Delhi deals with Nithari (somehow, the entire new angle that the case could have part of a larger child pornography racket somehow seems plausible) and Mumbai deals with serial gropings. I heard a most interesting story the other day about the removal of a senior editor at one of India's larger papers.
Now, the accepted version goes is that the person in question has a glad-eye and was dismissed because he tried to get fresh with a woman. 'Pfaff!' was how the person telling me the story described that. Quite believeable too, because the sad truth is that no-one gets fired for that, maybe a gentle reprimand and being told to lay off the ass-grabs. The real story, I'm told lies in the fact that this organisation is publicly listed.
Now, all large publicly listed companies have an investor/analyst meet every quarter or at least every half-year. I've attended some of these meetings, when the floor is open to journalists as well, and these meetings tend to be very drab affairs with numbers flying about, but management and analysts and even I treated them with a level of veneration. I mean, top management and the analysts covering the company in the same room, writing a corporate story becomes pretty easy, usually when (and there always is one) investor or analyst with an axe to grind.
Now, back to the tale. This company was having, what I believe was the half-year analyst/investor briefing in one of the South Mumbai hotels. The downside of a being a part of a listed media company is that senior editorial staff, or at least the senior-most editor present in the city that day has to attend. Which in this case was our friend.
It seems, from the story I heard, that the fellow landed up late for the meeting (and while you can pass that off in Mumbai by blaming the traffic) he also landed up more than a bit tipsy. What followed is not clear, but in involved a lot of abuses being thrown at random investors. Now, lesson number one of public companies is try not to piss off large investors. Evidently, a representative of a fairly large investor was not very happy with what he saw - a fairly high editor at two in the afternoon - this is where my investment dollars are going? A rapid series of phonecalls followed and one ended up on the Company Boss' mobile and she was then given a fairly detailed blow-by-blow account of what followed. Now, I'm not aware if there was a caveat in the call - talking about dumping the stock (which had at that point of time spectacularly underperformed in the market but since has seen fairly decent gains) but the dominoes had started falling. Know this much about media tycoons in India - they'll excuse a lot of things (sexual pecadillos, sexual pervesions even, ethical dubiousness, alcoholism, drug usage, yada yada) until cold hard cash - lots of it goes on the line.
At the risk of using yet another cliche, the die was cast.
A day later the person had been relieved of his position and ever since then only the top-top-top editor attends such things, and the current one is supposed to be quite an investor charmer. So there, people have written in saying I don't give out enough news anymore - chew on this for a while.
EDIT : The new business paper launches on Friday, Republic Day, January 26th.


◆ Assignment:
In the records, find every line with the word "espvr" and copy it out.

BEGIN Dataset excerpts

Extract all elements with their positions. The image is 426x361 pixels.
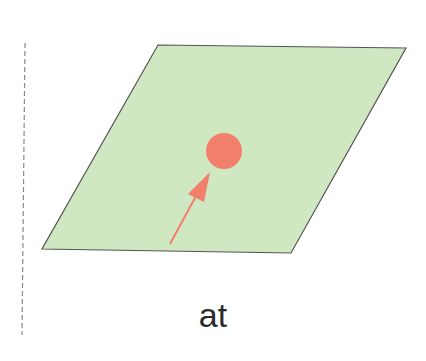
target-dot [206,133,242,169]
dashed-divider [22,43,25,335]
preposition-label: at [0,298,426,332]
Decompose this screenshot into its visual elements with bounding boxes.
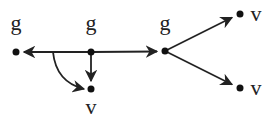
edge-g3-to-v2 bbox=[165, 18, 232, 52]
node-v1 bbox=[88, 86, 95, 93]
label-v3: v bbox=[251, 75, 262, 100]
node-g2 bbox=[88, 49, 95, 56]
graph-diagram: g g v g v v bbox=[0, 0, 264, 121]
node-v2 bbox=[237, 11, 244, 18]
edge-curved-to-v1 bbox=[53, 52, 84, 89]
node-v3 bbox=[237, 85, 244, 92]
edge-g3-to-v3 bbox=[165, 51, 232, 85]
edge-g2-to-g3 bbox=[91, 52, 157, 53]
node-g1 bbox=[13, 49, 20, 56]
label-g2: g bbox=[86, 10, 97, 35]
node-g3 bbox=[162, 48, 169, 55]
label-g1: g bbox=[11, 10, 22, 35]
label-g3: g bbox=[160, 10, 171, 35]
label-v2: v bbox=[251, 1, 262, 26]
label-v1: v bbox=[86, 94, 97, 119]
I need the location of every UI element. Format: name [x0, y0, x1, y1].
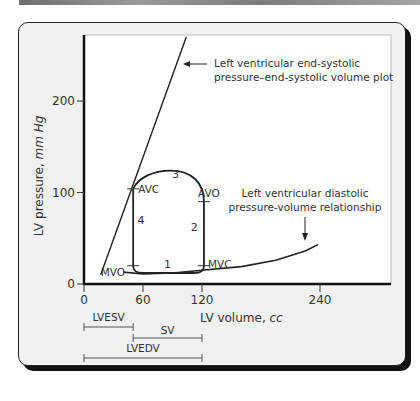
x-tick-label: 0: [80, 293, 88, 307]
bracket-lvesv-label: LVESV: [92, 311, 125, 323]
mvo-label: MVO: [101, 266, 125, 278]
edpvr-annotation-line2: pressure-volume relationship: [229, 201, 382, 213]
mvc-label: MVC: [208, 258, 232, 270]
y-axis-label: LV pressure, mm Hg: [32, 115, 46, 236]
x-tick-label: 120: [191, 293, 214, 307]
espvr-annotation-line1: Left ventricular end-systolic: [214, 57, 360, 69]
phase-label: 4: [138, 214, 145, 227]
x-axis-label: LV volume, cc: [200, 311, 283, 325]
x-tick-label: 240: [309, 293, 332, 307]
y-tick-label: 0: [67, 277, 75, 291]
avc-label: AVC: [138, 183, 159, 195]
x-tick-label: 60: [135, 293, 150, 307]
phase-label: 2: [191, 221, 198, 234]
bracket-lvedv-label: LVEDV: [126, 342, 160, 354]
phase-label: 3: [172, 168, 179, 181]
avo-label: AVO: [198, 187, 220, 199]
y-tick-label: 200: [52, 94, 75, 108]
espvr-annotation-line2: pressure–end-systolic volume plot: [214, 71, 393, 83]
edpvr-annotation-line1: Left ventricular diastolic: [242, 187, 369, 199]
phase-label: 1: [164, 258, 171, 271]
y-tick-label: 100: [52, 186, 75, 200]
bracket-sv-label: SV: [161, 324, 176, 336]
pv-loop-diagram: 0100200060120240 AVCAVOMVCMVO1234LVESVSV…: [0, 0, 420, 401]
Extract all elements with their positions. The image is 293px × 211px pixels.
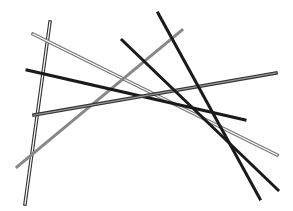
line-black-diagonal-2: [158, 13, 260, 199]
line-drawing-canvas: [0, 0, 293, 211]
line-black-diagonal-1: [122, 40, 278, 190]
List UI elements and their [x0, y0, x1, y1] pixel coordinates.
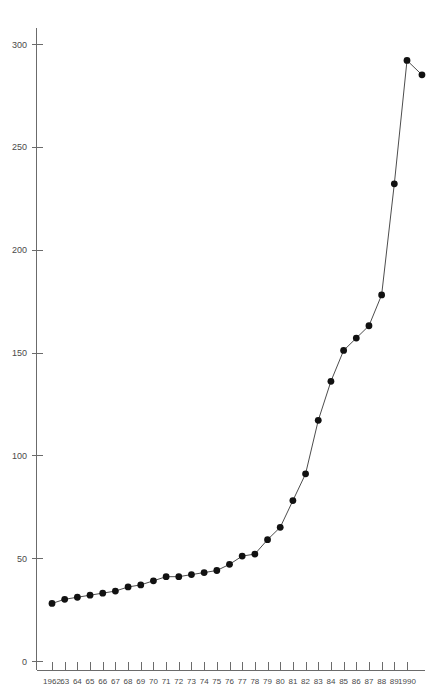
data-point — [353, 335, 360, 342]
x-axis-tick-label: 79 — [263, 677, 272, 686]
y-axis-tick-label: 100 — [12, 451, 27, 461]
series-line — [52, 60, 422, 603]
data-point — [49, 600, 56, 607]
x-axis-tick-label: 75 — [212, 677, 221, 686]
x-axis-tick-label: 65 — [86, 677, 95, 686]
data-point — [87, 592, 94, 599]
data-point — [239, 553, 246, 560]
x-axis-tick-label: 81 — [288, 677, 297, 686]
data-point — [366, 322, 373, 329]
x-axis-tick-label: 1962 — [43, 677, 61, 686]
x-axis-tick-label: 72 — [174, 677, 183, 686]
y-axis-tick-label: 150 — [12, 348, 27, 358]
data-point — [74, 594, 81, 601]
y-axis-tick-label: 50 — [17, 554, 27, 564]
x-axis: 1962636465666768697071727374757677787980… — [37, 662, 426, 686]
data-point — [137, 582, 144, 589]
x-axis-tick-label: 73 — [187, 677, 196, 686]
x-axis-tick-label: 85 — [339, 677, 348, 686]
data-point — [201, 569, 208, 576]
data-point — [226, 561, 233, 568]
x-axis-tick-label: 74 — [200, 677, 209, 686]
x-axis-tick-label: 86 — [352, 677, 361, 686]
data-point — [188, 571, 195, 578]
x-axis-tick-label: 71 — [162, 677, 171, 686]
data-point — [277, 524, 284, 531]
x-axis-tick-label: 83 — [314, 677, 323, 686]
data-series — [49, 57, 426, 607]
y-axis: 050100150200250300 — [12, 28, 43, 670]
x-axis-tick-label: 84 — [326, 677, 335, 686]
x-axis-tick-label: 66 — [98, 677, 107, 686]
y-axis-tick-label: 200 — [12, 245, 27, 255]
y-axis-tick-label: 0 — [22, 657, 27, 667]
x-axis-tick-label: 78 — [250, 677, 259, 686]
x-axis-tick-label: 1990 — [398, 677, 416, 686]
data-point — [289, 497, 296, 504]
x-axis-tick-label: 67 — [111, 677, 120, 686]
data-point — [315, 417, 322, 424]
data-point — [112, 588, 119, 595]
x-axis-tick-label: 63 — [60, 677, 69, 686]
data-point — [328, 378, 335, 385]
data-point — [125, 584, 132, 591]
data-point — [213, 567, 220, 574]
x-axis-tick-label: 82 — [301, 677, 310, 686]
data-point — [391, 180, 398, 187]
y-axis-tick-label: 250 — [12, 142, 27, 152]
x-axis-tick-label: 76 — [225, 677, 234, 686]
data-point — [99, 590, 106, 597]
data-point — [150, 577, 157, 584]
x-axis-tick-label: 80 — [276, 677, 285, 686]
x-axis-tick-label: 70 — [149, 677, 158, 686]
data-point — [61, 596, 68, 603]
data-point — [340, 347, 347, 354]
x-axis-tick-label: 77 — [238, 677, 247, 686]
data-point — [175, 573, 182, 580]
x-axis-tick-label: 88 — [377, 677, 386, 686]
data-point — [404, 57, 411, 64]
data-point — [163, 573, 170, 580]
chart-container: 050100150200250300 196263646566676869707… — [0, 0, 446, 700]
y-axis-tick-label: 300 — [12, 40, 27, 50]
x-axis-tick-label: 64 — [73, 677, 82, 686]
x-axis-tick-label: 68 — [124, 677, 133, 686]
data-point — [378, 292, 385, 299]
data-point — [419, 71, 426, 78]
data-point — [302, 470, 309, 477]
x-axis-tick-label: 87 — [365, 677, 374, 686]
data-point — [264, 536, 271, 543]
x-axis-tick-label: 69 — [136, 677, 145, 686]
line-chart: 050100150200250300 196263646566676869707… — [0, 0, 446, 700]
data-point — [251, 551, 258, 558]
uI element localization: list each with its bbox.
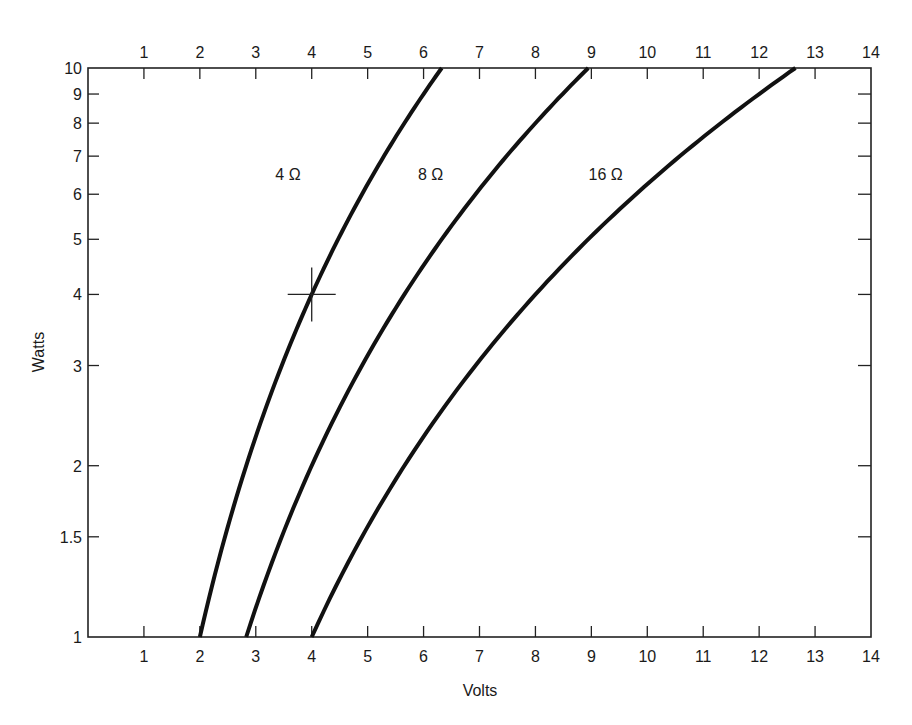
y-tick-label: 8 bbox=[73, 115, 82, 132]
x-tick-label-bottom: 12 bbox=[750, 648, 768, 665]
x-tick-label-bottom: 13 bbox=[806, 648, 824, 665]
volts-watts-chart: 1234567891011121314123456789101112131411… bbox=[0, 0, 912, 725]
x-tick-label-bottom: 6 bbox=[419, 648, 428, 665]
x-tick-label-bottom: 4 bbox=[307, 648, 316, 665]
y-tick-label: 3 bbox=[73, 358, 82, 375]
y-tick-label: 7 bbox=[73, 148, 82, 165]
power-curves bbox=[200, 68, 796, 637]
x-tick-label-bottom: 5 bbox=[363, 648, 372, 665]
x-tick-label-bottom: 9 bbox=[587, 648, 596, 665]
y-tick-label: 1.5 bbox=[60, 529, 82, 546]
x-tick-label-bottom: 14 bbox=[862, 648, 880, 665]
x-tick-label-bottom: 3 bbox=[251, 648, 260, 665]
crosshair-marker bbox=[288, 267, 336, 321]
x-tick-label-bottom: 7 bbox=[475, 648, 484, 665]
x-tick-label-bottom: 1 bbox=[139, 648, 148, 665]
curve-label-8-ohm: 8 Ω bbox=[418, 166, 443, 183]
curve-labels: 4 Ω8 Ω16 Ω bbox=[275, 166, 622, 183]
x-tick-label-top: 8 bbox=[531, 44, 540, 61]
curve-label-16-ohm: 16 Ω bbox=[589, 166, 623, 183]
x-tick-label-top: 12 bbox=[750, 44, 768, 61]
y-tick-label: 9 bbox=[73, 86, 82, 103]
x-axis-title: Volts bbox=[463, 682, 498, 699]
x-tick-label-bottom: 8 bbox=[531, 648, 540, 665]
y-tick-label: 10 bbox=[64, 60, 82, 77]
x-tick-label-top: 11 bbox=[695, 44, 712, 61]
y-axis-title: Watts bbox=[30, 332, 47, 372]
y-tick-label: 4 bbox=[73, 286, 82, 303]
x-tick-label-top: 6 bbox=[419, 44, 428, 61]
y-tick-label: 6 bbox=[73, 186, 82, 203]
x-tick-label-top: 14 bbox=[862, 44, 880, 61]
x-tick-label-top: 9 bbox=[587, 44, 596, 61]
x-tick-label-top: 13 bbox=[806, 44, 824, 61]
plot-frame bbox=[88, 68, 871, 637]
plot-border bbox=[88, 68, 871, 637]
y-tick-label: 5 bbox=[73, 231, 82, 248]
curve-4-ohm bbox=[200, 68, 442, 637]
x-tick-label-top: 3 bbox=[251, 44, 260, 61]
x-tick-label-top: 1 bbox=[139, 44, 148, 61]
x-tick-label-top: 2 bbox=[195, 44, 204, 61]
x-tick-label-top: 4 bbox=[307, 44, 316, 61]
curve-label-4-ohm: 4 Ω bbox=[275, 166, 300, 183]
x-tick-label-top: 10 bbox=[638, 44, 656, 61]
x-tick-label-bottom: 11 bbox=[695, 648, 712, 665]
axis-ticks bbox=[88, 68, 871, 637]
y-tick-label: 2 bbox=[73, 458, 82, 475]
x-tick-label-top: 5 bbox=[363, 44, 372, 61]
x-tick-label-top: 7 bbox=[475, 44, 484, 61]
curve-8-ohm bbox=[246, 68, 588, 637]
x-tick-label-bottom: 10 bbox=[638, 648, 656, 665]
axis-tick-labels: 1234567891011121314123456789101112131411… bbox=[60, 44, 880, 665]
y-tick-label: 1 bbox=[73, 629, 82, 646]
x-tick-label-bottom: 2 bbox=[195, 648, 204, 665]
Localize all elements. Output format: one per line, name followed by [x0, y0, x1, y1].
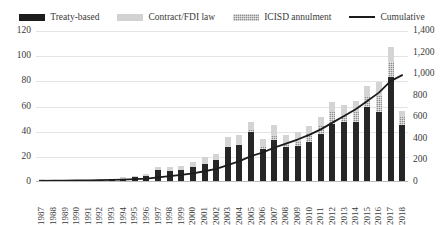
- legend-item-cumulative[interactable]: Cumulative: [349, 12, 424, 22]
- bar-segment[interactable]: [376, 112, 382, 181]
- stacked-bar[interactable]: [248, 122, 254, 181]
- stacked-bar[interactable]: [399, 111, 405, 181]
- stacked-bar[interactable]: [167, 167, 173, 181]
- bar-group[interactable]: [48, 31, 60, 181]
- bar-segment[interactable]: [329, 112, 335, 123]
- bar-segment[interactable]: [318, 134, 324, 182]
- bar-group[interactable]: [176, 31, 188, 181]
- stacked-bar[interactable]: [236, 135, 242, 181]
- bar-segment[interactable]: [353, 122, 359, 181]
- bar-segment[interactable]: [283, 147, 289, 181]
- bar-group[interactable]: [187, 31, 199, 181]
- bar-segment[interactable]: [236, 135, 242, 144]
- bar-segment[interactable]: [236, 145, 242, 181]
- bar-segment[interactable]: [155, 170, 161, 181]
- bar-segment[interactable]: [318, 126, 324, 134]
- bar-group[interactable]: [280, 31, 292, 181]
- stacked-bar[interactable]: [329, 102, 335, 181]
- stacked-bar[interactable]: [225, 137, 231, 181]
- bar-group[interactable]: [362, 31, 374, 181]
- bar-segment[interactable]: [329, 124, 335, 182]
- bar-group[interactable]: [83, 31, 95, 181]
- bar-segment[interactable]: [306, 126, 312, 134]
- stacked-bar[interactable]: [190, 162, 196, 181]
- stacked-bar[interactable]: [271, 125, 277, 181]
- bar-group[interactable]: [385, 31, 397, 181]
- bar-segment[interactable]: [295, 132, 301, 141]
- bar-group[interactable]: [164, 31, 176, 181]
- bar-segment[interactable]: [341, 122, 347, 181]
- stacked-bar[interactable]: [202, 157, 208, 181]
- bar-segment[interactable]: [341, 115, 347, 123]
- stacked-bar[interactable]: [353, 101, 359, 181]
- bar-group[interactable]: [129, 31, 141, 181]
- bar-group[interactable]: [315, 31, 327, 181]
- bar-group[interactable]: [59, 31, 71, 181]
- bar-segment[interactable]: [306, 134, 312, 143]
- bar-segment[interactable]: [353, 112, 359, 122]
- bar-segment[interactable]: [329, 102, 335, 112]
- bar-segment[interactable]: [295, 146, 301, 181]
- stacked-bar[interactable]: [388, 47, 394, 181]
- bar-segment[interactable]: [260, 149, 266, 182]
- stacked-bar[interactable]: [318, 117, 324, 181]
- legend-item-treaty-based[interactable]: Treaty-based: [19, 12, 99, 22]
- bar-group[interactable]: [257, 31, 269, 181]
- stacked-bar[interactable]: [155, 167, 161, 181]
- stacked-bar[interactable]: [376, 82, 382, 181]
- bar-segment[interactable]: [213, 160, 219, 181]
- bar-segment[interactable]: [388, 62, 394, 77]
- bar-segment[interactable]: [260, 139, 266, 147]
- stacked-bar[interactable]: [260, 139, 266, 182]
- bar-segment[interactable]: [248, 122, 254, 130]
- bar-segment[interactable]: [376, 82, 382, 96]
- bar-group[interactable]: [269, 31, 281, 181]
- legend-item-icsid-annulment[interactable]: ICISD annulment: [233, 12, 331, 22]
- bar-segment[interactable]: [399, 125, 405, 181]
- bar-segment[interactable]: [178, 170, 184, 181]
- bar-group[interactable]: [141, 31, 153, 181]
- bar-group[interactable]: [152, 31, 164, 181]
- legend-item-contract-fdi-law[interactable]: Contract/FDI law: [117, 12, 215, 22]
- bar-segment[interactable]: [225, 147, 231, 181]
- bar-segment[interactable]: [318, 117, 324, 126]
- bar-segment[interactable]: [283, 135, 289, 144]
- stacked-bar[interactable]: [213, 154, 219, 182]
- bar-segment[interactable]: [341, 105, 347, 115]
- bar-group[interactable]: [222, 31, 234, 181]
- bar-segment[interactable]: [167, 171, 173, 181]
- bar-segment[interactable]: [306, 142, 312, 181]
- stacked-bar[interactable]: [178, 166, 184, 181]
- bar-group[interactable]: [350, 31, 362, 181]
- bar-group[interactable]: [292, 31, 304, 181]
- bar-group[interactable]: [71, 31, 83, 181]
- stacked-bar[interactable]: [364, 86, 370, 181]
- stacked-bar[interactable]: [306, 126, 312, 181]
- bar-segment[interactable]: [399, 116, 405, 125]
- bar-segment[interactable]: [364, 107, 370, 181]
- bar-segment[interactable]: [388, 77, 394, 181]
- bar-segment[interactable]: [353, 101, 359, 112]
- bar-group[interactable]: [234, 31, 246, 181]
- bar-segment[interactable]: [388, 47, 394, 62]
- bar-segment[interactable]: [364, 86, 370, 96]
- bar-segment[interactable]: [271, 125, 277, 135]
- bar-group[interactable]: [338, 31, 350, 181]
- bar-group[interactable]: [373, 31, 385, 181]
- stacked-bar[interactable]: [341, 105, 347, 181]
- bar-group[interactable]: [94, 31, 106, 181]
- stacked-bar[interactable]: [295, 132, 301, 181]
- bar-group[interactable]: [36, 31, 48, 181]
- bar-segment[interactable]: [202, 164, 208, 182]
- bar-group[interactable]: [303, 31, 315, 181]
- bar-group[interactable]: [210, 31, 222, 181]
- bar-group[interactable]: [327, 31, 339, 181]
- stacked-bar[interactable]: [283, 135, 289, 181]
- bar-group[interactable]: [396, 31, 408, 181]
- bar-group[interactable]: [106, 31, 118, 181]
- bar-group[interactable]: [245, 31, 257, 181]
- bar-segment[interactable]: [248, 132, 254, 181]
- bar-segment[interactable]: [271, 140, 277, 181]
- bar-group[interactable]: [199, 31, 211, 181]
- bar-group[interactable]: [117, 31, 129, 181]
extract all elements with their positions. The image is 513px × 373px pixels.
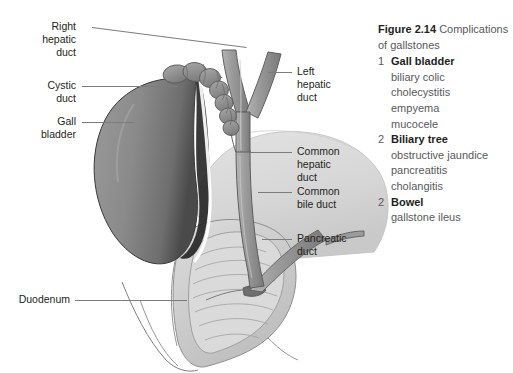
callout-gall-bladder: Gall bladder [8, 115, 76, 141]
leader-cystic-duct [82, 86, 178, 87]
callout-common-bile-duct: Common bile duct [297, 185, 371, 211]
complication-item: empyema [391, 101, 510, 117]
complication-group: 1Gall bladderbiliary coliccholecystitise… [378, 54, 510, 132]
complication-body: Gall bladderbiliary coliccholecystitisem… [391, 54, 510, 132]
complication-item: cholangitis [391, 179, 510, 195]
complication-item: gallstone ileus [391, 210, 510, 226]
complication-title: Biliary tree [391, 132, 510, 148]
complication-item: cholecystitis [391, 85, 510, 101]
complication-number: 1 [378, 54, 391, 70]
figure-caption-block: Figure 2.14 Complications of gallstones … [378, 22, 510, 226]
complication-item: obstructive jaundice [391, 148, 510, 164]
figure-caption-text: Complications [439, 23, 508, 35]
complication-number: 2 [378, 132, 391, 148]
complications-list: 1Gall bladderbiliary coliccholecystitise… [378, 54, 510, 226]
callout-common-hepatic-duct: Common hepatic duct [297, 145, 371, 185]
leader-duodenum [75, 300, 187, 301]
figure-caption-heading: Figure 2.14 Complications of gallstones [378, 22, 510, 53]
figure-caption-line2: of gallstones [378, 38, 510, 54]
complication-title: Gall bladder [391, 54, 510, 70]
leader-common-bile-duct [258, 192, 292, 193]
complication-body: Biliary treeobstructive jaundicepancreat… [391, 132, 510, 194]
figure-container: Right hepatic duct Cystic duct Gall blad… [0, 0, 513, 373]
complication-group: 2Biliary treeobstructive jaundicepancrea… [378, 132, 510, 194]
callout-right-hepatic-duct: Right hepatic duct [8, 20, 76, 60]
gall-bladder-organ [94, 78, 210, 264]
leader-gall-bladder [82, 122, 134, 123]
callout-pancreatic-duct: Pancreatic duct [297, 232, 371, 258]
leader-pancreatic-duct [262, 239, 292, 240]
leader-left-hepatic-duct [268, 72, 292, 73]
complication-item: biliary colic [391, 70, 510, 86]
complication-body: Bowelgallstone ileus [391, 195, 510, 226]
callout-duodenum: Duodenum [2, 293, 70, 306]
callout-left-hepatic-duct: Left hepatic duct [297, 65, 371, 105]
complication-number: 2 [378, 195, 391, 211]
complication-group: 2Bowelgallstone ileus [378, 195, 510, 226]
complication-title: Bowel [391, 195, 510, 211]
leader-common-hepatic-duct [250, 152, 292, 153]
callout-cystic-duct: Cystic duct [8, 79, 76, 105]
complication-item: pancreatitis [391, 163, 510, 179]
complication-item: mucocele [391, 117, 510, 133]
figure-label: Figure 2.14 [378, 23, 436, 35]
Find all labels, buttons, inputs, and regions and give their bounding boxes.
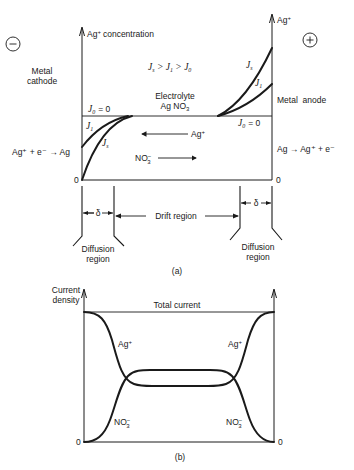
caption-b: (b) bbox=[175, 452, 186, 462]
figure-b: Current density 0 0 Total current Ag+ Ag… bbox=[52, 285, 283, 462]
left-axis-label: Ag+concentration bbox=[87, 29, 154, 39]
diffusion-left-label-2: region bbox=[86, 254, 110, 264]
drift-region-indicator: Drift region bbox=[115, 211, 239, 221]
diffusion-right-label-2: region bbox=[246, 252, 270, 262]
metal-cathode-label-2: cathode bbox=[27, 76, 58, 86]
diffusion-left-label-1: Diffusion bbox=[82, 244, 115, 254]
ag-migration-label: Ag+ bbox=[191, 129, 205, 139]
delta-right: δ bbox=[254, 198, 259, 208]
cathode-reaction: Ag⁺ + e⁻ → Ag bbox=[12, 147, 70, 157]
left-j1-label: J1 bbox=[86, 121, 93, 132]
ag-label-left: Ag+ bbox=[118, 339, 132, 349]
electrolysis-diagram: Ag+concentration Ag+ 0 0 Metal cathode M… bbox=[0, 0, 354, 470]
zero-label-right: 0 bbox=[276, 175, 281, 185]
total-current-label: Total current bbox=[154, 300, 201, 310]
no3-migration-label: NO−3 bbox=[135, 153, 152, 165]
current-inequality: Js > J1 > J0 bbox=[148, 62, 191, 73]
electrolyte-formula: Ag NO3 bbox=[161, 101, 191, 112]
cathode-sign bbox=[6, 37, 20, 51]
no3-label-left: NO−3 bbox=[114, 417, 131, 429]
right-axis-label: Ag+ bbox=[277, 15, 291, 25]
zero-label-left: 0 bbox=[74, 175, 79, 185]
caption-a: (a) bbox=[172, 266, 183, 276]
anode-reaction: Ag → Ag⁺ + e⁻ bbox=[277, 144, 335, 154]
right-diffusion-bracket: δ bbox=[230, 186, 282, 240]
j0-label-right: J0= 0 bbox=[238, 118, 261, 129]
zero-label-right-b: 0 bbox=[278, 437, 283, 447]
ag-current-curve bbox=[84, 312, 274, 386]
left-js-label: Js bbox=[102, 138, 109, 149]
no3-current-curve bbox=[84, 370, 274, 442]
zero-label-left-b: 0 bbox=[76, 437, 81, 447]
figure-a: Ag+concentration Ag+ 0 0 Metal cathode M… bbox=[6, 14, 335, 276]
delta-left: δ bbox=[96, 208, 101, 218]
no3-label-right: NO−3 bbox=[226, 417, 243, 429]
drift-region-label: Drift region bbox=[155, 211, 197, 221]
metal-cathode-label-1: Metal bbox=[32, 66, 53, 76]
y-axis-label-2: density bbox=[53, 295, 81, 305]
anode-sign bbox=[303, 33, 317, 47]
right-js-label: Js bbox=[246, 60, 253, 71]
diffusion-right-label-1: Diffusion bbox=[242, 242, 275, 252]
right-j1-label: J1 bbox=[255, 78, 262, 89]
electrolyte-label: Electrolyte bbox=[155, 91, 195, 101]
j0-label-left: J0= 0 bbox=[88, 104, 111, 115]
y-axis-label-1: Current bbox=[52, 285, 81, 295]
metal-anode-label: Metal anode bbox=[277, 95, 326, 105]
ag-label-right: Ag+ bbox=[228, 339, 242, 349]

END Dataset excerpts

◆ Expected answer:
espvr-annotation-line1: Left ventricular end-systolic: [214, 57, 360, 69]
espvr-annotation-line2: pressure–end-systolic volume plot: [214, 71, 393, 83]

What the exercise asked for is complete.